The president of a rural electric cooperative in central Missouri that took a leading role in providing rural broadband service is President Trump’s choice to head the USDA’s Rural Utilities Service. The agency oversees programs that range from water and sewer facilities to electrical lines and telecommunications. The White House announced the post would go to Kenneth Johnson, chief executive of the Co-Mo Electric Cooperative and its telecomm subsidiary, Co-Mo Connect, in Tipton, Mo.
“Co-Mo is the first to deploy a fiber-to-the-home network to all of their members without federal or state funding, providing gigabit internet, video, and voice services to nearly 16,000 subscribers,” said the White House. On its website, Co-Mo Electric, founded during the Depression, said it organized Co-Mo Connect in 2010 to provide “fiber-to-the-home internet, TV and telephone service.” Echoing a common refrain among rural cooperatives, Co-Mo says, “The people asked for the service. For-profit companies that provided these communications services to cities around Co-Mo Country had no intention of extending them here.”
The rural prosperity report delivered to Trump a month ago described universal broadband service in rural America as a springboard for economic growth. “Ken’s experience with rural utilities, including real success in expanding access to high-speed internet, will serve us well as we strive to increase prosperity across rural America,” said Agriculture Secretary Sonny Perdue, who led the task force that wrote the report.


Work order: Below is a block of records; reproduce all of them exactly and leave out any pictures.

Data section:
▬▬▬
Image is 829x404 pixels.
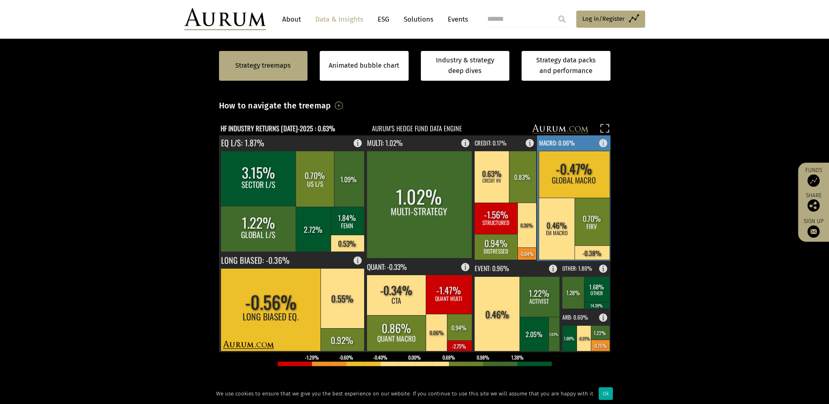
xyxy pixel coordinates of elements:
[444,12,468,27] a: Events
[235,60,291,71] a: Strategy treemaps
[802,167,825,187] a: Funds
[576,11,645,28] a: Log in/Register
[808,200,820,212] img: Share this post
[278,12,305,27] a: About
[802,218,825,238] a: Sign up
[184,8,266,30] img: Aurum
[374,12,394,27] a: ESG
[808,175,820,187] img: Access Funds
[802,193,825,212] div: Share
[808,226,820,238] img: Sign up to our newsletter
[554,11,570,27] input: Submit
[219,99,331,113] h3: How to navigate the treemap
[522,51,611,81] a: Strategy data packs and performance
[583,14,625,24] span: Log in/Register
[421,51,510,81] a: Industry & strategy deep dives
[400,12,438,27] a: Solutions
[599,388,613,400] div: Ok
[329,60,399,71] a: Animated bubble chart
[311,12,368,27] a: Data & Insights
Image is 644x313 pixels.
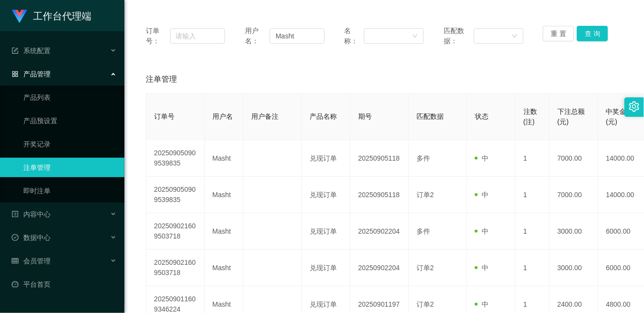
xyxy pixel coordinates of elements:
span: 内容中心 [11,210,51,218]
td: 20250905118 [351,140,409,176]
i: 图标: down [412,33,418,40]
span: 用户名 [213,112,233,120]
td: 20250902204 [351,213,409,249]
span: 中奖金额(元) [606,107,633,125]
td: 202509021609503718 [146,213,205,249]
a: 注单管理 [24,158,117,177]
span: 中 [474,191,488,198]
td: Masht [205,140,243,176]
span: 名称： [344,26,364,46]
span: 下注总额(元) [557,107,585,125]
span: 期号 [358,112,371,120]
span: 匹配数据： [444,26,474,46]
td: 1 [515,176,550,213]
span: 多件 [416,227,430,235]
span: 用户备注 [251,112,278,120]
i: 图标: down [512,33,517,40]
td: 7000.00 [550,140,598,176]
input: 请输入 [170,28,225,44]
td: 7000.00 [550,176,598,213]
span: 订单号： [146,26,170,46]
i: 图标: appstore-o [11,70,19,77]
td: 3000.00 [550,213,598,249]
a: 开奖记录 [24,134,117,154]
span: 注单管理 [146,74,177,85]
a: 产品列表 [24,87,117,107]
span: 多件 [416,154,430,162]
td: 202509050909539835 [146,176,205,213]
a: 即时注单 [24,181,117,201]
td: Masht [205,249,243,286]
button: 查 询 [577,26,608,42]
a: 工作台代理端 [11,11,92,19]
td: 1 [515,249,550,286]
td: 1 [515,140,550,176]
span: 状态 [474,112,488,120]
td: 202509021609503718 [146,249,205,286]
span: 用户名： [245,26,270,46]
td: 20250902204 [351,249,409,286]
span: 产品管理 [11,70,51,78]
span: 匹配数据 [416,112,444,120]
a: 图标: dashboard平台首页 [11,274,117,294]
td: 兑现订单 [302,140,351,176]
span: 中 [474,264,488,271]
i: 图标: setting [629,101,639,112]
span: 订单号 [154,112,175,120]
td: 兑现订单 [302,249,351,286]
td: 202509050909539835 [146,140,205,176]
span: 中 [474,154,488,162]
i: 图标: table [11,257,19,264]
a: 产品预设置 [24,111,117,130]
span: 注数(注) [523,107,537,125]
h1: 工作台代理端 [33,1,92,32]
td: 兑现订单 [302,176,351,213]
span: 数据中心 [11,233,51,241]
img: logo.9652507e.png [11,10,27,24]
span: 会员管理 [11,256,51,264]
span: 中 [474,227,488,235]
td: 20250905118 [351,176,409,213]
span: 中 [474,300,488,308]
button: 重 置 [542,26,574,42]
span: 订单2 [416,300,434,308]
td: Masht [205,213,243,249]
i: 图标: profile [11,211,19,217]
td: 兑现订单 [302,213,351,249]
i: 图标: form [11,47,19,54]
span: 产品名称 [309,112,337,120]
i: 图标: check-circle-o [11,234,19,241]
input: 请输入 [270,28,325,44]
span: 系统配置 [11,47,51,54]
td: 3000.00 [550,249,598,286]
span: 订单2 [416,191,434,198]
span: 订单2 [416,264,434,271]
td: Masht [205,176,243,213]
td: 1 [515,213,550,249]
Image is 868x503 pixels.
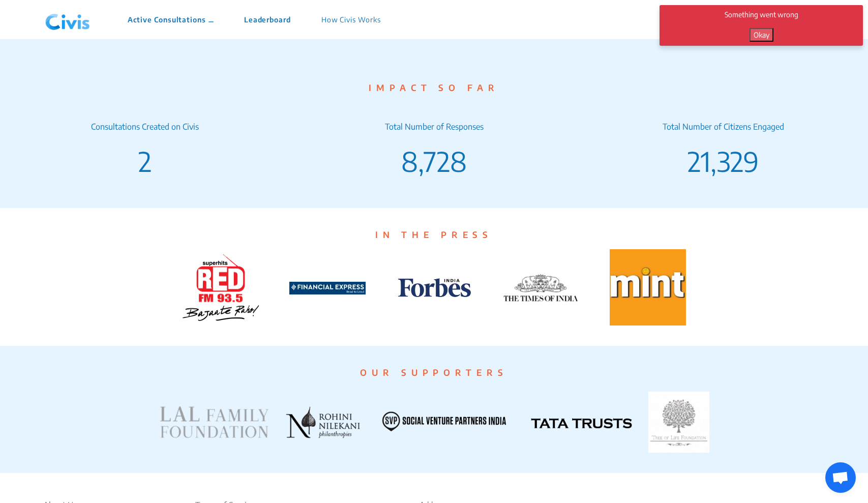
▬▬▬
Response area:
Image is 829x404 pixels.
xyxy pixel coordinates of elements:
[444,12,468,27] a: Events
[235,60,291,71] a: Strategy treemaps
[802,167,825,187] a: Funds
[576,11,645,28] a: Log in/Register
[808,200,820,212] img: Share this post
[278,12,305,27] a: About
[802,218,825,238] a: Sign up
[184,8,266,30] img: Aurum
[374,12,394,27] a: ESG
[808,175,820,187] img: Access Funds
[802,193,825,212] div: Share
[808,226,820,238] img: Sign up to our newsletter
[554,11,570,27] input: Submit
[219,99,331,113] h3: How to navigate the treemap
[522,51,611,81] a: Strategy data packs and performance
[583,14,625,24] span: Log in/Register
[421,51,510,81] a: Industry & strategy deep dives
[400,12,438,27] a: Solutions
[599,388,613,400] div: Ok
[329,60,399,71] a: Animated bubble chart
[311,12,368,27] a: Data & Insights
Image is 644x313 pixels.
xyxy pixel coordinates of elements:
span: 内容中心 [11,210,51,218]
td: 20250905118 [351,140,409,176]
i: 图标: down [412,33,418,40]
span: 用户名 [213,112,233,120]
td: 20250902204 [351,213,409,249]
span: 中奖金额(元) [606,107,633,125]
td: 202509021609503718 [146,213,205,249]
a: 注单管理 [24,158,117,177]
span: 中 [474,191,488,198]
td: Masht [205,140,243,176]
span: 名称： [344,26,364,46]
span: 下注总额(元) [557,107,585,125]
span: 期号 [358,112,371,120]
span: 匹配数据： [444,26,474,46]
td: 1 [515,176,550,213]
span: 多件 [416,227,430,235]
span: 用户备注 [251,112,278,120]
i: 图标: down [512,33,517,40]
td: 7000.00 [550,140,598,176]
input: 请输入 [170,28,225,44]
td: 7000.00 [550,176,598,213]
span: 订单号： [146,26,170,46]
i: 图标: appstore-o [11,70,19,77]
td: 3000.00 [550,213,598,249]
a: 开奖记录 [24,134,117,154]
span: 注单管理 [146,74,177,85]
a: 产品列表 [24,87,117,107]
span: 多件 [416,154,430,162]
td: 202509050909539835 [146,176,205,213]
a: 即时注单 [24,181,117,201]
td: Masht [205,249,243,286]
button: 查 询 [577,26,608,42]
a: 工作台代理端 [11,11,92,19]
td: 1 [515,249,550,286]
td: 1 [515,140,550,176]
span: 状态 [474,112,488,120]
td: 202509021609503718 [146,249,205,286]
span: 用户名： [245,26,270,46]
td: 20250902204 [351,249,409,286]
span: 产品管理 [11,70,51,78]
span: 匹配数据 [416,112,444,120]
a: 图标: dashboard平台首页 [11,274,117,294]
td: 兑现订单 [302,140,351,176]
span: 中 [474,264,488,271]
i: 图标: setting [629,101,639,112]
span: 订单号 [154,112,175,120]
td: 兑现订单 [302,249,351,286]
td: 202509050909539835 [146,140,205,176]
span: 中 [474,154,488,162]
i: 图标: table [11,257,19,264]
a: 产品预设置 [24,111,117,130]
span: 注数(注) [523,107,537,125]
h1: 工作台代理端 [33,1,92,32]
td: 兑现订单 [302,176,351,213]
span: 数据中心 [11,233,51,241]
img: logo.9652507e.png [11,10,27,24]
span: 会员管理 [11,256,51,264]
span: 中 [474,227,488,235]
td: 20250905118 [351,176,409,213]
span: 中 [474,300,488,308]
button: 重 置 [542,26,574,42]
span: 订单2 [416,300,434,308]
td: Masht [205,213,243,249]
i: 图标: profile [11,211,19,217]
td: 兑现订单 [302,213,351,249]
i: 图标: form [11,47,19,54]
span: 产品名称 [309,112,337,120]
i: 图标: check-circle-o [11,234,19,241]
input: 请输入 [270,28,325,44]
span: 系统配置 [11,47,51,54]
td: 3000.00 [550,249,598,286]
span: 订单2 [416,191,434,198]
span: 订单2 [416,264,434,271]
td: Masht [205,176,243,213]
td: 1 [515,213,550,249]
Image is 868x503 pixels.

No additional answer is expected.